Turkey’s Alevi community (they represent nearly 20 million people) is in a shock. Once again, they have realized that they are the forgotten majority, the orphan child of the Republic.
Kurdish-Alevi members of the Republican People’s Party (CHP) are increasingly leaving the party following Turkish CHP Deputy Chairman Onur Oymen’s remarks about a 1937 rebellion in the Kurdish-Alevi town of Tunceli (Dersim). On the other hand, Prime Minister Recep Tayyip Erdogan critics Chairman Onur Oymen over his remarks two weeks ago.
Just recently, in a demonstration organized by the Alevi Bektasi Federation in İstanbul’s Kadıköy district in November 8th under the theme “Equal Citizenship Rights Against Discrimination,” thousands of Alevis came together to voice their demands for the same rights as the Sunni majority expecting that they would draw attention of democratic platforms to the problems and demands of Alevis in the country.
How naïve this assumption was. Even the Republican People’s Party (CHP) failed to understand their unique needs, diversity, and cry for more religious freedoms. Because we live in a partially free society, we have a tendency to forget that people still lack fundamental political freedoms in many of the Eastern and European countries such as freedom to practice their own religion and religious beliefs.
In a country where Prime Minister (Mr. Erdogan), speaks at the 3rd Grand Congress of his Justice and Development Party’s (AK Party), even quotes Seyit Rıza, the Alevi leader who led the 1937 Dersim revolt in the Alevi town of Tunceli, which was violently suppressed by the government of the time using a military campaign that resulted in the deaths of some 90,000 people, a lot is being expected from opposition parties, especially from Republican People’s Party (CHP).

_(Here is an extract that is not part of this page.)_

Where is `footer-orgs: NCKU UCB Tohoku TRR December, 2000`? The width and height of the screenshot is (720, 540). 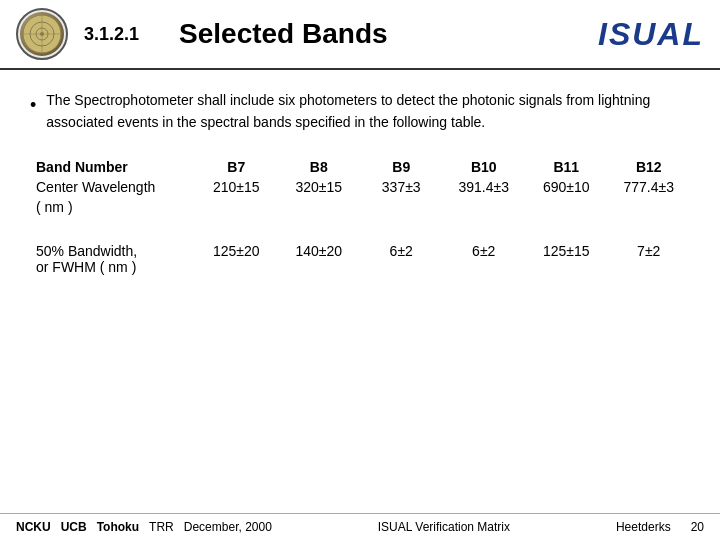 footer-orgs: NCKU UCB Tohoku TRR December, 2000 is located at coordinates (144, 527).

It is believed that economic freedoms and political freedoms can hardly be separated and they are very much interconnected. The restrictions imposed on individual, political, and religious freedoms can only be improved and removed if and only if the county adopts the essential features of a free market economy. Therefore, economic arrangements fill a dual purpose in promoting a free society.
Let me explain this in detail.
According to the organizers of the protest, The Alevis’ main demands are:
- the abolishment of compulsory religious lessons offered by the government
- the recognition of Alevi praying houses
- the abolishment of the Religious Affairs Directorate (RAD),
- turning the Madimak Hotel, where 37 Alevis were killed in 1993, into a museum
If Alevis are being asked to attend compulsory religious lessons, if their Alevi praying houses are not being recognized by the government, if the Religious Affairs Directorate is only funding the mosques but not the Alevi praying houses, it is clear that the government policies and programs are limiting the religious rights and basic individual freedoms of the citizens’ of Turkey.
It is evident that some compulsory government programs and policies deprive people of their religious, individual, and political freedoms. So where is the connection between the political and economic freedom?
In a free private enterprise, society uses its resources to control goods and services where possibility of coordination and cooperation through voluntary involvement of the agents is respected. In a free private enterprise, society also maintains law and order to prevent coercion of one individual by another and to enforce contracts voluntarily entered into. The other great advantage of free private enterprise is also its ability to offer diversity and options.
In essence, free market provides economic freedom. In the event that the economic power is concentrated in the hands of a few then this political power will also be a threat to the individual freedoms.
The existence of the free market does not eliminate the need for a government to offer other cultural freedoms listed above. And, especially this government has an important role of determining the rules of the game.
To put this argument in a different perspective, we may easily claim that the Turkish Government is eliminating the options and diversity of individual options as it aims to regulate the religious society.
In our case, with the Alevis, we come to observe that theTurkish Government activity should insist on “limiting” and “renouncing” its religious programs and religious activities and enabling a more diverse society.
It is clear that further steps should be taken to enforce this decision.
Religious education should not be made compulsory and individual taxes collected from the Alevis should not be funneled to the creation and construction of the Sunni religious infrastructure.
In addition to that, The Directorate of Religious Affairs should limit and renounce its religious programs and religious activities where and if individual freedoms are refrained.
Do you really believe that the Republican People’s Party (CHP) will understand the basic and fundamental needs of Alevi community and their cry for more religious freedoms?
I remind you, once again, Prime Minister Erdogan’s speech at the 3rd Grand Congress of his Justice and Development Party’s (AK Party), even quoting Seyit Rıza, the Alevi leader who led the 1937 Dersim revolt in the Alevi town of Tunceli, which was violently suppressed by the government of the time using a military campaign that resulted in the deaths of some 90,000 people.
Given the facts, a lot is being expected from opposition parties, especially from Republican People’s Party (CHP).